Why Attention Is the New Currency

Nowadays, everyone feels like everything is fighting for your attention: social media, text messages, phone calls, streaming apps, reading, online shopping, gambling, and whatever else you can do on your phone.
It can feel like your attention is stretched across eight different places at once, like tabs in a browser you never fully close. And if you’re not careful, you wake up and realize your time isn’t yours anymore.
The most important commodity is no longer coffee, gold, wheat, or even oil.
Not your job title.
Not your follower count.
Not even your data, because data without attention is just noise.
In the information age, the most valuable resource you have is your attention.
And make no mistake: someone is trying to monetize your attention right now (me, obviously).

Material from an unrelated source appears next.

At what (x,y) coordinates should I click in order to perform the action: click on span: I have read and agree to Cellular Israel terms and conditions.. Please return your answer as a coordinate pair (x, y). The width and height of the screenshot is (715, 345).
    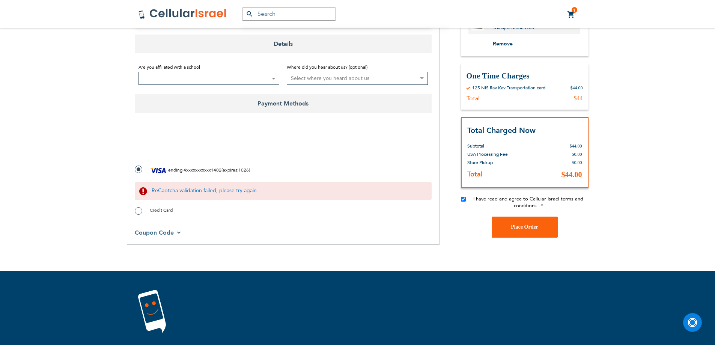
    Looking at the image, I should click on (528, 202).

The Attention Economy, Defined
The term “attention economy” might sound academic, but it explains so much of what we experience daily.
It was first introduced by Nobel Prize-winning economist Herbert A. Simon in the 1970s. He warned that:
“A wealth of information creates a poverty of attention.”
Simon wasn’t talking about smartphones or TikTok; those didn’t exist yet. But his insight was prophetic. He predicted that as the world overflowed with information, the scarcest resource wouldn’t be knowledge or even time, and it would be the ability to concentrate. Your attention would become a currency, something others would fight to capture and control.
In the 1990s, tech theorist Michael H. Goldhaber doubled down on this idea. He argued that:
“The currency of the New Economy won’t be money, but attention.”
Goldhaber warned that those who could command and direct attention would become the new elite – an idea we now see play out across influencer culture, digital media, and algorithmic feeds. He was right. In 2025, your attention isn’t just valuable – it’s being monetized, manipulated, and extracted 24/7.
How the Market for Attention Works
The attention economy functions like an invisible marketplace.
- Every second you spend scrolling is sold to advertisers.
- Every click, like, or view is measured by algorithms.
- Every app update is engineered to keep you longer – not necessarily to make your life better.
Platforms like TikTok, Instagram, YouTube, and Facebook don’t profit from your happiness. They profit from your engagement. Your attention fuels an entire economic model – one powered by ad impressions, user data, products sold, and algorithmic prediction.
As Tristan Harris, former Google Design Ethicist and co-founder of the Center for Humane Technology, put it:
“If you’re not paying for the product, you are the product.”
The Hidden Cost of Constant Stimulation
So what’s the cost of living in this economy?
- Your focus becomes fragmented. Multitasking becomes the norm, even though studies show it reduces productivity and retention.
- Your mental health declines. Doomscrolling, comparison, and digital overload are all symptoms of an overstimulated brain.
- Your sense of time warps. You blink, and an hour is gone. You forget what you even opened your phone to do.
Author and computer science professor Cal Newport calls this the age of “digital minimalism” – because reclaiming focus requires deliberate subtraction. His book Deep Work argues that the ability to focus without distraction is becoming increasingly rare and valuable.
Everything Is Designed to Hook You
From infinite scroll to autoplay to push notifications, the attention economy is filled with behavioral design techniques meant to keep you locked in.
And it’s not just social media anymore:
- News apps break stories by the second to trigger urgency.
- Streaming services cliff-hang you into the next episode.
- Online gambling apps give you a casino in your pocket, with dopamine hits on demand.
- Shopping apps are gamified to make you feel like you’re always just one deal away.
It’s not a coincidence. It’s a system designed to extract value from your time, regardless of how it leaves you feeling.
So, What Can We Do About It?
You can’t escape the attention economy entirely. But you can change how you participate in it.
Here’s where to start:
- Audit your attention. What apps get your best hours? Do they deserve them?
- Add friction. Turn off notifications. Delete apps you check out of habit. Read one long article instead of 10 headlines.
- Set boundaries with intention. Use tech, but don’t let it use you. Set those time limits using screentime settings.
Giving your attention freely, not reflexively, is a radical act of self-preservation.
Final Thought
The more valuable your attention becomes, the more the world will try to steal it. But you get to decide where it goes.
You’re not just a user. You’re the commodity.
And the more aware you are of that fact, the better chance you have of taking your time and your attention back.